Harry Ormond instantly turned his horse’s head, much provoked at having been duped, and resolved that the plunderers should not now escape. By the advice of serjeants and constables, he dismounted, that no sound of horses’ hoofs might give notice from a distance; though, indeed, on the sands of the sea-shore, no horses’ tread, he thought, could be heard. He looked round for some one with whom he could leave his horse, but not a creature, except the men who were with him, was in sight.

“What can have become of all the people?” said Ormond: “it is not the workmen’s dinner-hour, and they are gone from the work at the lighthouse; and the horses and cars are left without any one with them.” He went on a few paces, and saw a boy who seemed to be left to watch the horses, and who looked very melancholy. The boy did not speak as Ormond came up. “What is the matter?” said Ormond: “something dreadful has happened—speak!”

“Did not you hear it, sir?” said the boy: “I’d be loth to tell it you.”

“Has any thing happened to—”

“Sir Herbert—ay—the worst that could. Running to stop one of them villains that was making off with something from the wreck, he dropped sudden as if he was shot, and—when they went to lift him up—But you’ll drop yourself, sir,” said the boy.

“Give him some of the water out of the bucket, can’t ye?”

“Here’s my cap,” said the serjeant. Ormond was made to swallow the water, and, recovering his senses, heard one of the soldiers near him say, “‘Twas only a faint Sir Herbert took, I’ll engage.”

The thought was new life to Ormond: he started up, mounted his horse, and galloped off—saw no creature on the road—found a crowd at the gate of the avenue—the crowd opened to let him pass, many voices calling as he passed to beg him to send out word. This gave him fresh hopes, since nothing certain was known: he spurred on his horse; but when he reached the house, as he was going to Sir Herbert’s room he was met by Sir Herbert’s own man, O’Reilly. The moment he saw O’Reilly’s face, he knew there was no hope—he asked no question: the surgeon came out, and told him that in consequence of having broke a blood-vessel, which bled internally, Sir Herbert had just expired—his mother and sister were with him. Ormond retired—he begged the servants would write to him at Dr. Cambray’s—and he immediately went away.

Two days after he had a note from O’Reilly, written in haste, at a very early hour in the morning, to say that he was just setting out with the hearse to the family burial-place at Herbert—it having been thought best that the funeral should not be in this neighbourhood, on account of the poor people at Annaly being so exasperated against those who were thought to be the immediate occasion of his death. Sir Herbert’s last orders to O’Reilly were to this effect—“to take care, and to have every thing done as privately as possible.”

No pomp of funeral was, indeed, necessary for such a person. The great may need it—the good need it not: they are mourned in the heart, and they are remembered without vain pageantry. If public sorrow can soothe private grief—and surely in some measure it must—the family and friends of this young man had this consolation; but they had another and a better.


WHAT THE TASK REQUIRES | Sort through the entries below and pull out lines containing the word "participation".

*** Opening of GIVEN RECORDS ***

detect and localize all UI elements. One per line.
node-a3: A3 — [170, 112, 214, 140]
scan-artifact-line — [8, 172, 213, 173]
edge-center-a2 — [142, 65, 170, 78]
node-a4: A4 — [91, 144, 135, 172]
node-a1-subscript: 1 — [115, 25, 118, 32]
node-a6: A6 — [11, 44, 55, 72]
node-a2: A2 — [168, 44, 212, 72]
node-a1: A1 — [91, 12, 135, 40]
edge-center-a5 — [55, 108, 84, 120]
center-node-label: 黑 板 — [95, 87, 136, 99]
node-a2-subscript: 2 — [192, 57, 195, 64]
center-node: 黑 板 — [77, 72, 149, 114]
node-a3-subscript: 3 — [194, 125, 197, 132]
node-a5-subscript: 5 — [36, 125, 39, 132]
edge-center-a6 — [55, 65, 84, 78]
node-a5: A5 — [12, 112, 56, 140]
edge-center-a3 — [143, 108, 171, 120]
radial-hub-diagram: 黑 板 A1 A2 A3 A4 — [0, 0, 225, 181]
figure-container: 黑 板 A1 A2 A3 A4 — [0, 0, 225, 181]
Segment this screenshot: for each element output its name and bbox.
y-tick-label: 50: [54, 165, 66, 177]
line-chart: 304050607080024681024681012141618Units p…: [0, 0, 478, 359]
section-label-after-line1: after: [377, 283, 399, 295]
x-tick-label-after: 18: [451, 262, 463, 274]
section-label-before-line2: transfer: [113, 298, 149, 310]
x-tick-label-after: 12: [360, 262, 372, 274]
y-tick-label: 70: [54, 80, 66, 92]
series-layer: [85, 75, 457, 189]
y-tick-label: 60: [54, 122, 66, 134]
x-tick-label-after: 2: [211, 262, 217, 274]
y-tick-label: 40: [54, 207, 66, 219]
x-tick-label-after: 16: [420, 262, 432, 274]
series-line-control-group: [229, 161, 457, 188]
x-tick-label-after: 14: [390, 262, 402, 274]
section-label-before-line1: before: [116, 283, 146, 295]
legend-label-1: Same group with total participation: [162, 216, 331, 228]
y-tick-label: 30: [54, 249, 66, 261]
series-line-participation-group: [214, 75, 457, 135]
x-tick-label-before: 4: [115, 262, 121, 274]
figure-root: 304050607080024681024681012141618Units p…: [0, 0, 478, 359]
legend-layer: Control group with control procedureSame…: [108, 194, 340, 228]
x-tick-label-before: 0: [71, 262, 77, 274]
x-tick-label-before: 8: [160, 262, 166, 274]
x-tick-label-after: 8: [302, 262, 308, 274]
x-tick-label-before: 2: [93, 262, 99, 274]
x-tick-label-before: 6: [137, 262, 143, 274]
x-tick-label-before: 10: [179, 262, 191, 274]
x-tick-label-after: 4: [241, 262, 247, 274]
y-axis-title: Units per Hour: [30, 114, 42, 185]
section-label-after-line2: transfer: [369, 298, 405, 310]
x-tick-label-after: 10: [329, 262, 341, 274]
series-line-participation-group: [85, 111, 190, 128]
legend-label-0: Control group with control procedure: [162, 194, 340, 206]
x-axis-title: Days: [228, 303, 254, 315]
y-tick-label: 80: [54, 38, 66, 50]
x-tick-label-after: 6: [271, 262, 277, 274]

*** Close of GIVEN RECORDS ***

ANSWER BOX |
legend-label-1: Same group with total participation: [162, 216, 331, 228]
series-line-participation-group: [214, 75, 457, 135]
series-line-participation-group: [85, 111, 190, 128]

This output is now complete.